The right comparison is: what does each path actually cost, all-in, once you account for everything?
Independent costs look lower on paper because you don’t pay a franchise fee. But you pay in other ways — longer setup timeline, more expensive mistakes, slower customer acquisition, the cost of building brand recognition from zero. Those costs are real even when they don’t show up on a budget spreadsheet.
A franchise fee, when the system is genuinely good, is essentially paying to skip the most painful and expensive part of the learning curve. Whether that trade is worth it depends entirely on what your time, your capital, and your risk tolerance look like.
Questions worth asking before you decide
Do you have relevant experience? If you’ve run a food service business before, built a brand before, or managed operations before — independent becomes significantly more viable. If you’re coming in cold, the learning curve is steeper than most people expect.
How much of your capital can you afford to lose in year one? Independent cafes commonly run at a loss for the first 6 to 12 months while building a customer base. Do you have the runway for that?
How involved do you want to be day-to-day? Franchises are generally designed to be more systemized and easier to delegate. If you want to be the hands-on creative director of your cafe, a franchise may feel constraining.
What does your support network look like? Going independent without industry connections means figuring out suppliers, contractors, equipment vendors, and operations consultants from scratch. That’s doable but time-consuming.
What happens if the franchisor relationship doesn’t work out? Before signing any franchise agreement, understand the exit terms. A good franchisor will have reasonable provisions. A bad one won’t.
Where Natsu fits in this picture
We’re a franchise, so we obviously think franchising is a good idea — at least for the right person.
The Natsu franchise is designed specifically for first-time business owners who want to run a cafe without spending a year figuring out what they didn’t know they didn’t know. The system covers menu, design, operations, training, and ongoing support. Setup takes 3 to 4 weeks. The brand already has customer traction across multiple locations.

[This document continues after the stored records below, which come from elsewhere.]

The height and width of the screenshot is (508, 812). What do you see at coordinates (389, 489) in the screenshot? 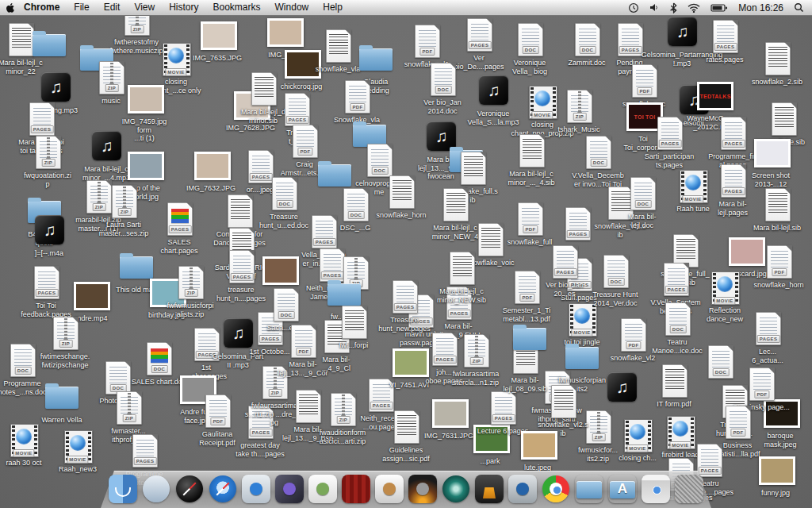
I see `dock-photostrip` at bounding box center [389, 489].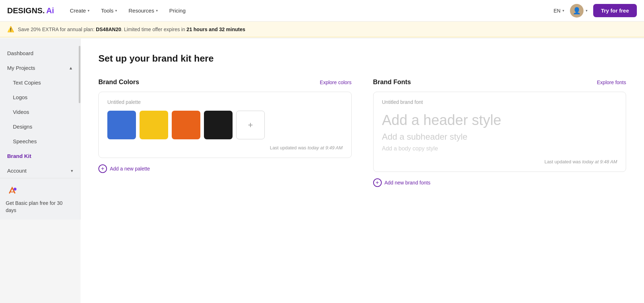  I want to click on add-color-button: +, so click(250, 125). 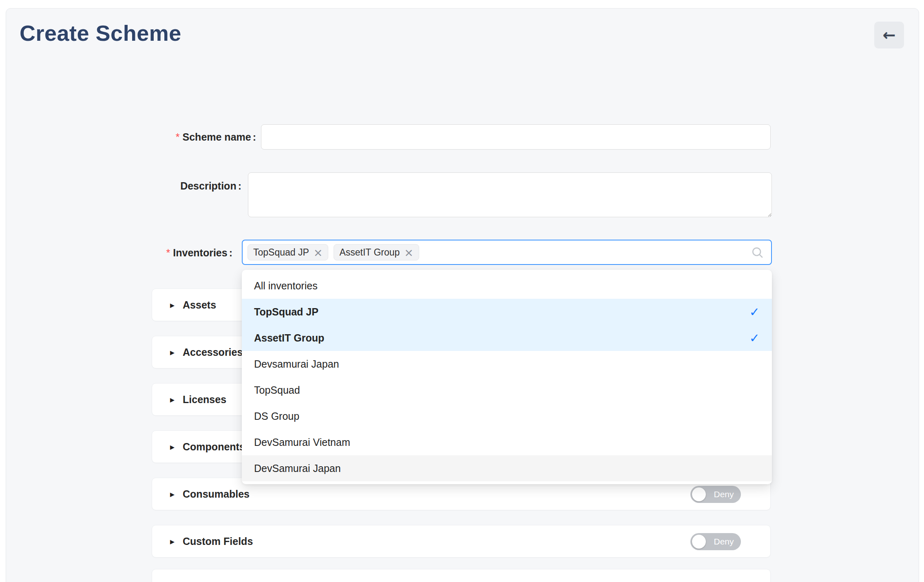 What do you see at coordinates (516, 137) in the screenshot?
I see `scheme-name-input` at bounding box center [516, 137].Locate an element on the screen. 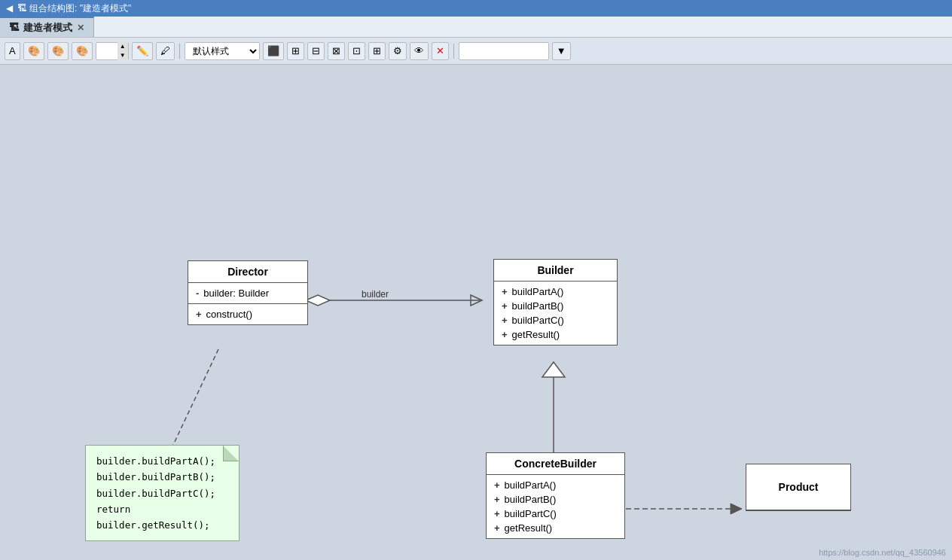  cb-vis-1: + is located at coordinates (497, 485).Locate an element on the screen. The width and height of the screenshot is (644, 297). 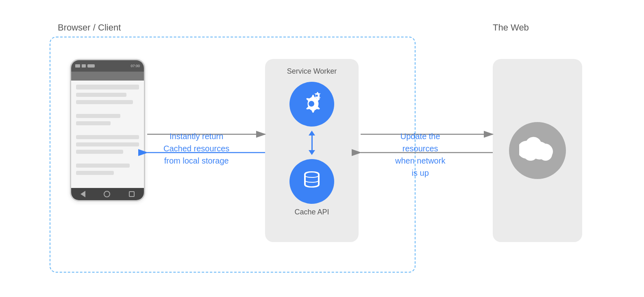
update-line-3: when network is located at coordinates (420, 161).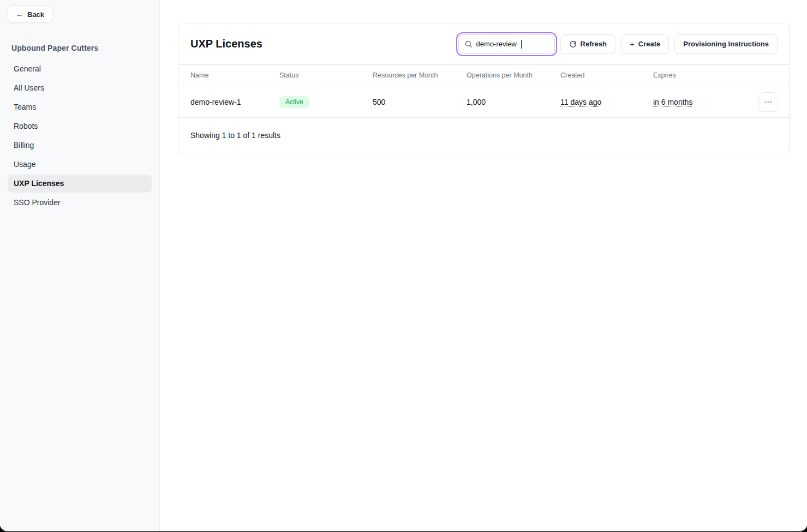 The width and height of the screenshot is (807, 532). What do you see at coordinates (700, 102) in the screenshot?
I see `expires-value: in 6 months` at bounding box center [700, 102]. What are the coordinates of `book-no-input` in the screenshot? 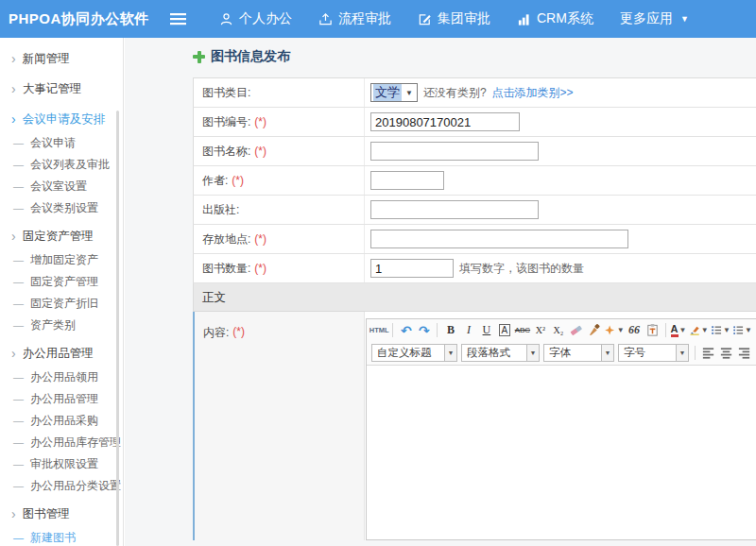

It’s not the right fit for someone who has a strong independent vision and the experience to execute it. That person should probably build their own thing.

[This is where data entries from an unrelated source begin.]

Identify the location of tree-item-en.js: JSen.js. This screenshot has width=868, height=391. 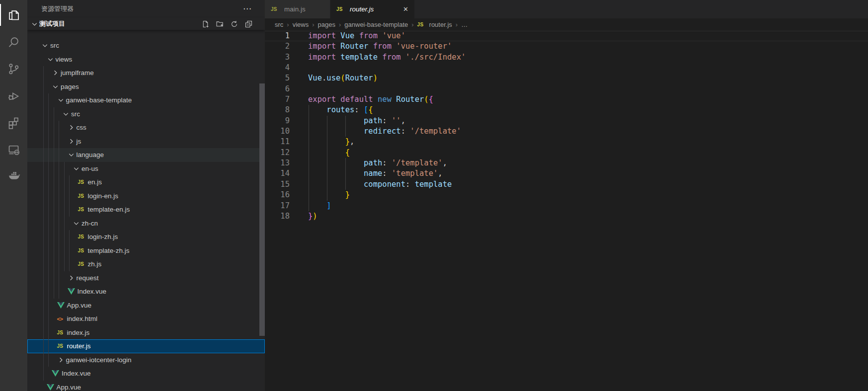
(146, 182).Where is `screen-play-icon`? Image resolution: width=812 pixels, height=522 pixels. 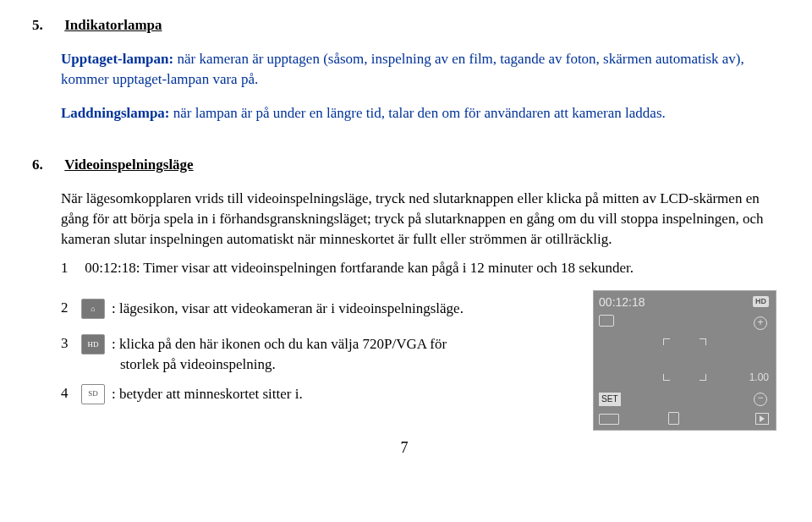
screen-play-icon is located at coordinates (762, 419).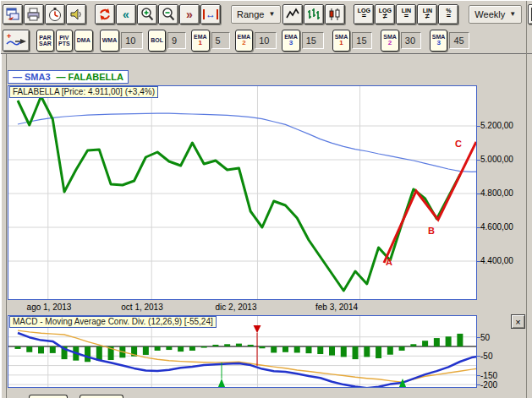  What do you see at coordinates (237, 308) in the screenshot?
I see `date-axis-label: dic 2, 2013` at bounding box center [237, 308].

But if you’ve been wanting to open a cafe, you’re not sure where to start, and the idea of having a complete system handed to you sounds less like a limitation and more like a relief — that’s exactly who this is built for.
Frequently Asked Questions
Is franchising less risky than starting a cafe from scratch? Generally yes, if you choose a franchise with a genuinely proven system and real customer traction. The risk profile is different rather than nonexistent — you’re trading creative and financial independence for a tested framework and a shorter path to opening.
How much does it cost to franchise a cafe in the Philippines vs. building independently? An independent cafe typically costs ₱500,000 to ₱1,500,000 or more once all setup costs are accounted for. A Natsu Cafe franchise starts at ₱155,000 for the franchise fee, with a total all-in investment typically between ₱300,000 and ₱600,000 depending on location and space.
Do franchise owners make less money than independent cafe owners? Not necessarily. Independent owners have no royalty obligations, but they also absorb all the costs of building brand recognition from zero. Franchise owners benefit from an existing brand and faster customer acquisition, which can offset the royalty structure depending on location performance.
What should I look for in a cafe franchise? Proven locations with real customer data, transparent fee structures, genuine training and operations support, and a franchisor you can actually reach when things go sideways. A franchise agreement should also include reasonable territory protection and clear renewal terms.
Can I own multiple Natsu franchise branches? Yes. Natsu offers territory arrangements with Right of First Refusal within a defined radius, which gives franchisees a path to expanding within their area before new branches open nearby.